Collected data entries
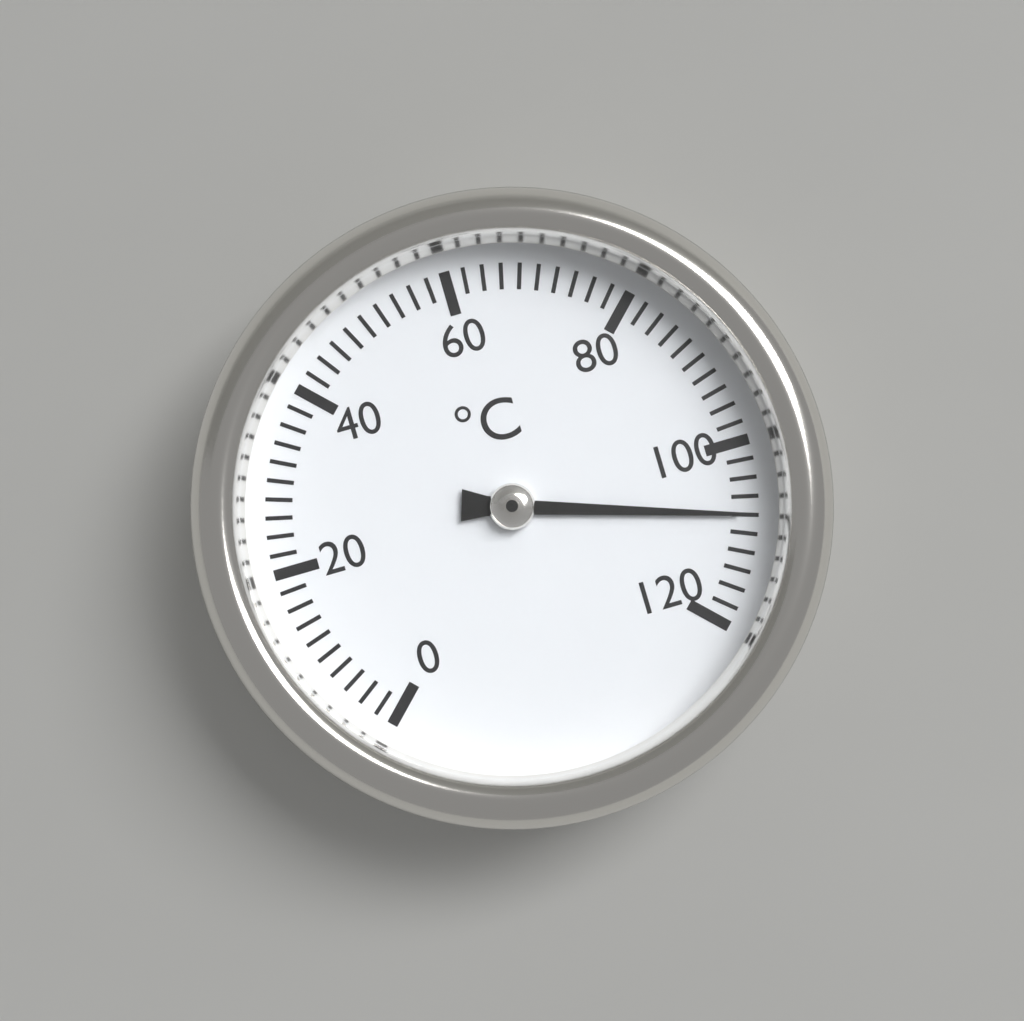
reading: 108 °C
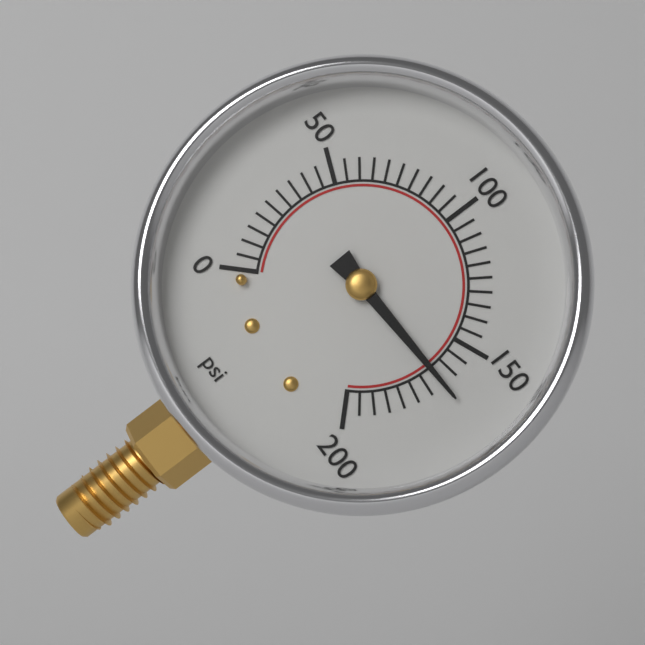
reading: 165 psi
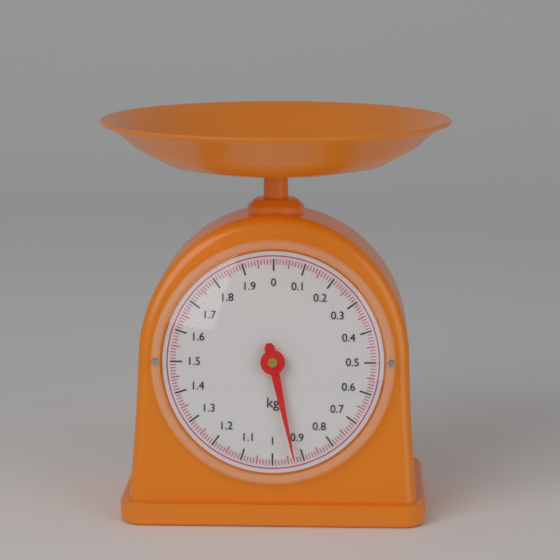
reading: 0.93 kg
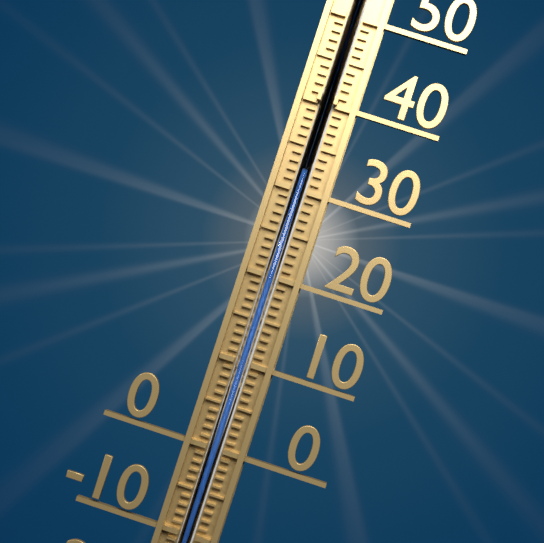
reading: 32 °C
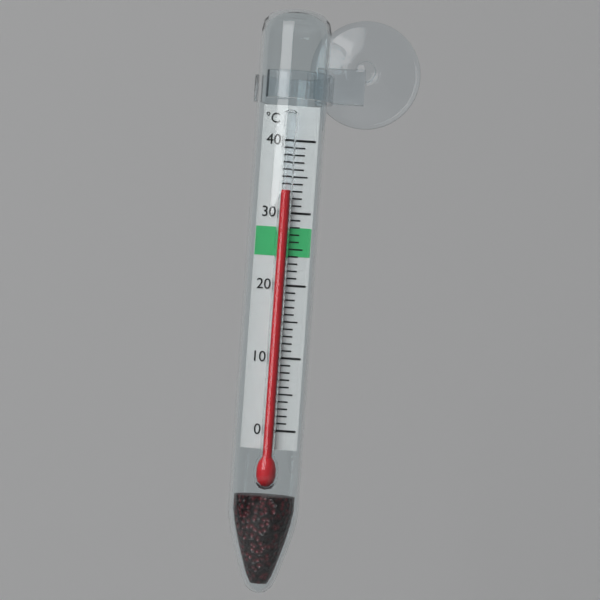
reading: 33 °C
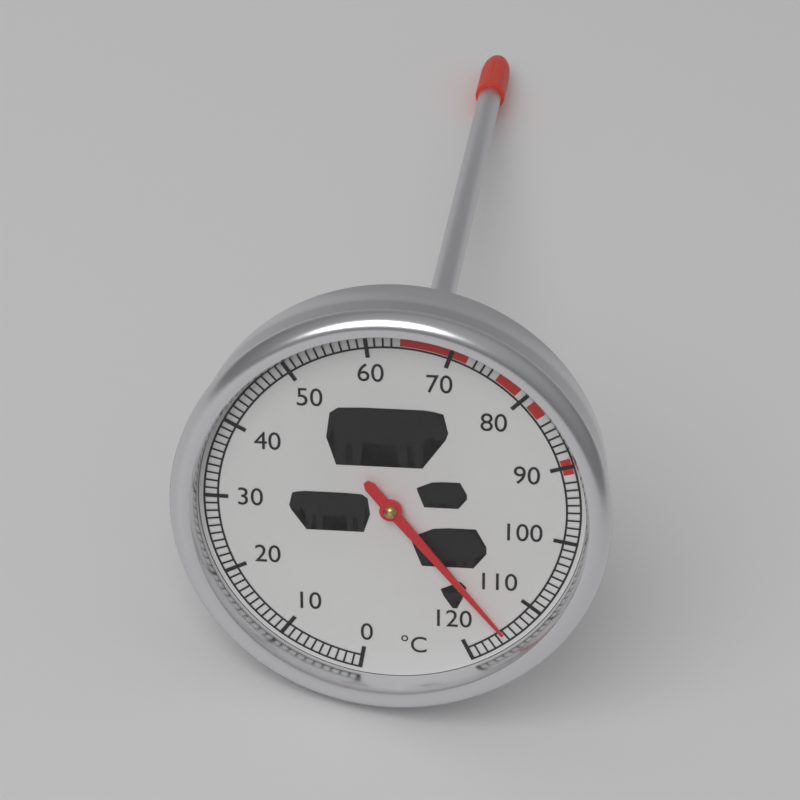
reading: 115 °C
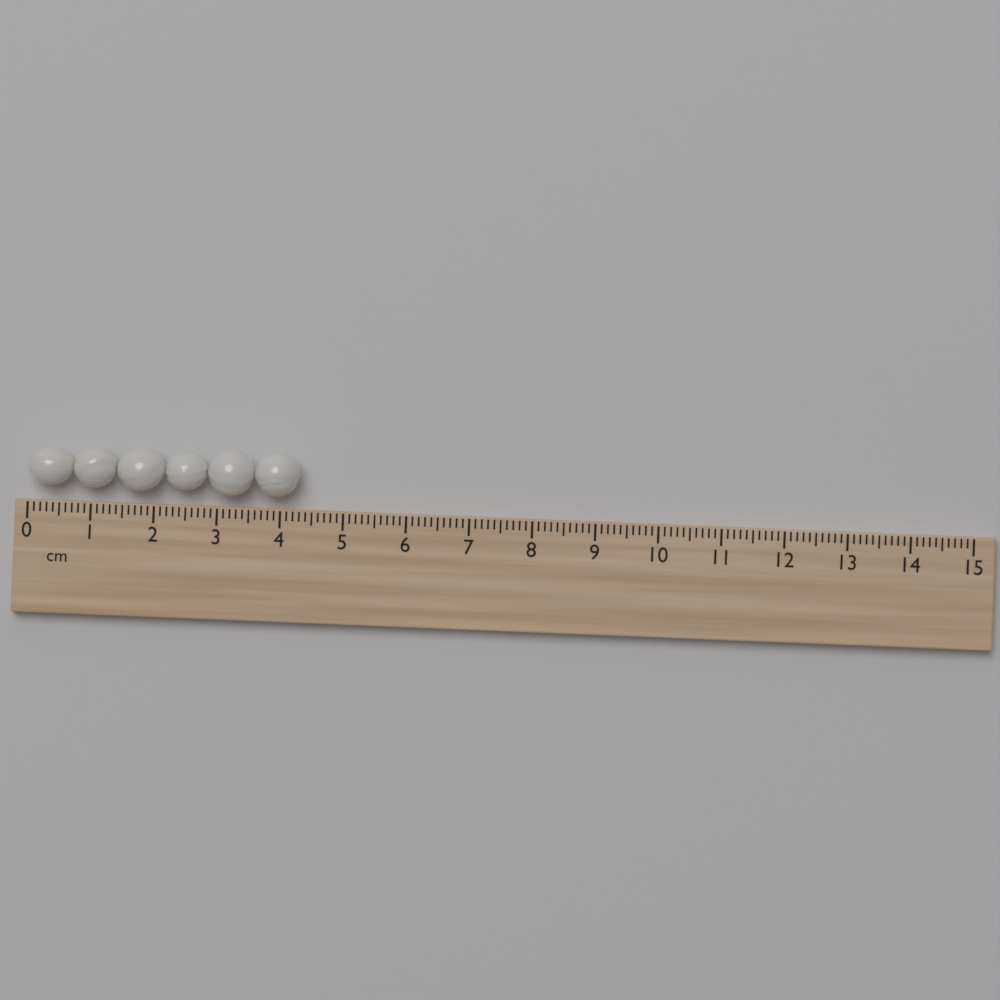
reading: 4.3 cm
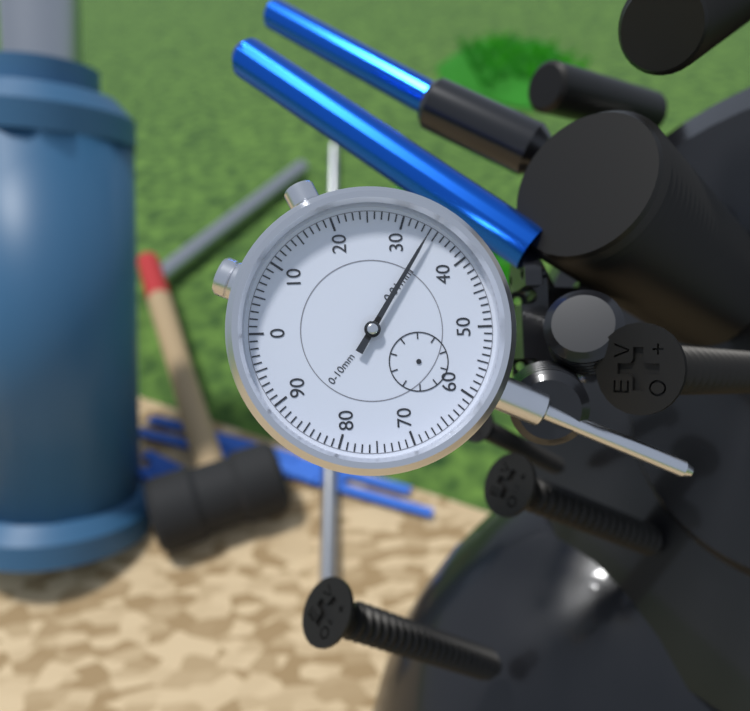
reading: 0.34 mm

# TASK TO COMPLETE
Reproduce the records above word for word, without the images.

# SOLVED PROBLEM
reading: 108 °C
reading: 165 psi
reading: 0.93 kg
reading: 32 °C
reading: 33 °C
reading: 115 °C
reading: 4.3 cm
reading: 0.34 mm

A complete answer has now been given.